The red type.
Glad i could help.
The red type.
Glad i could help.
@xsynatic thinks it’s better to spend as much time as possible AVOIDING doing things to help folks not wipe out on their boards.
Come on dude. You preach stuff like this, then act completely oblivious whenever you could actually do something that makes a difference.
This is not helpful. This just makes people frustrated with you and no knowledge is shared.
“Was it Loctite 271/272 that was on the axle when it failed?”
This is entirely more helpful and gets across your same point. Now a future reader could gain valuable knowledge about this failure when OP is naturally more inclined to respond to your productive discourse as opposed to your bad faith arguing above.
You want helpful change? Make it start with you, and people will certainly follow. But your current strategy of feigning ignorance and bickering just makes the forum a worse place for people to learn.
To be fair, i had red colored (other brand) on my axles but that stuff was for airsealing thread on pressure tubes and it also breaks out white, didnt know until i read bottle, got bamboozled.
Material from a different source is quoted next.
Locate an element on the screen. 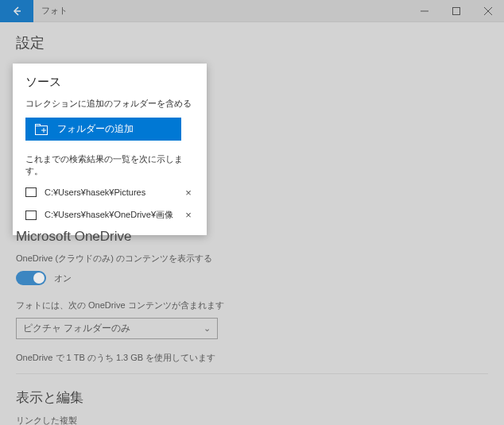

I added some 12V lights to the board.
Hot-glued led ring light at the front.
And these boat-LED bolts in the rear. Unfortunately it looks like they’re not actually one piece of metal, as I was tightening the nut on one of them on the other side the stem of the bolt came loose from the button head with the LED
I’m happy with the brightness of these. They just need to be bright enough to be visible at night. However I really wish I had tested my 12V buck converter better, because after 1 minute of being on it just turns off / lowers in voltage, such that the front no longer glows and the rear becomes really dim. So ******* annoying. Anyone know of a quality 50V → 12V stepdown? The front draws 60mA, which is only 0.7W of power, so I really don’t need anything powerful.
Those bolts look really bright. What part number are those, or do you have a link? Are they that bright outside on city streets in traffic?
Is that a shoulder bolt from the truck hanger? IF so, i have to mention that it is very stupid using these kind of trucks on hub motor boards. Just my 2 cents.
It’s a regular axle, but I don’t think anything would change from using a shoulder bolt as well, given there are appropriate spacers. What makes my shortboard unique from the prebuilt competition is that I have quality precision trucks that won’t bend or break from riding. Well, that + having a remote that won’t drop connection
To be fair that axle is a shoulder bolt just with the head machined down. I think what they’re saying is a bolt in round axle rather than a cast or square attached axle is the problem because it can unscrew if the loctite isn’t good enough
I think swapping the side the motor would be a good idea so you won’t back the axle out on braking
Nice words, but every axle bends or breaks, it just depends on the force and time imo.
On the other hand your board does not deliver that much power to bend any axle, lmao.
Anyways, glad you didnt break your bones
Good luck solving the problems
This
I thought im stupid, so good to know im not.
Btw. Im building reliable hub motor boards for years now, just saying.
And yes, you are right. The motors heat up quickly and soften any loctite or any other threat locker by time. Add the back and forth power of acceleration and braking all the time to the axle and you get your results quickly.
Ehh I don’t think heat is a factor here. Red loctite 2700 doesn’t really care until you’re over 120°C and even then not a lot. The motors themselves probably aren’t hitting 100, never mind having to conduct through the small coupling to the axle and all the way to a big screw joint
The torque though, that’s a different matter
Ok loctite withstands the heat, maybe, “If” used correctly, but its a mixture of failures. Even if loctite can withstand 120°, does not mean its as strong as it is at 20°. Heat will somehow soften it the one or other way. The axles are heatsinks for hubmotors, so keep that in mind
The graph is of sustaining high temperatures through the whole assembly for hundreds of hours, and it shows less than a 20% decrease. I know the axle sinks some heat but the stator itself doesn’t even reach high enough temps to seriously damage it. Have you seen how the loaded hubs attach? It’s a small conical sleeve about the size of an axle nut, there’s very little heat transfer to the screw. It’s hard to design good heat transfer through the axle if you’re actively trying
Oh yeah i know how the loaded hubs are mounted. Dont know from experience if the axle heats less bc of mounting, but could be.
All I know for sure is datasheets and real life are 2 different things.
Just an expired or maybe a stored loctite got frozen or something can have massive negative effects.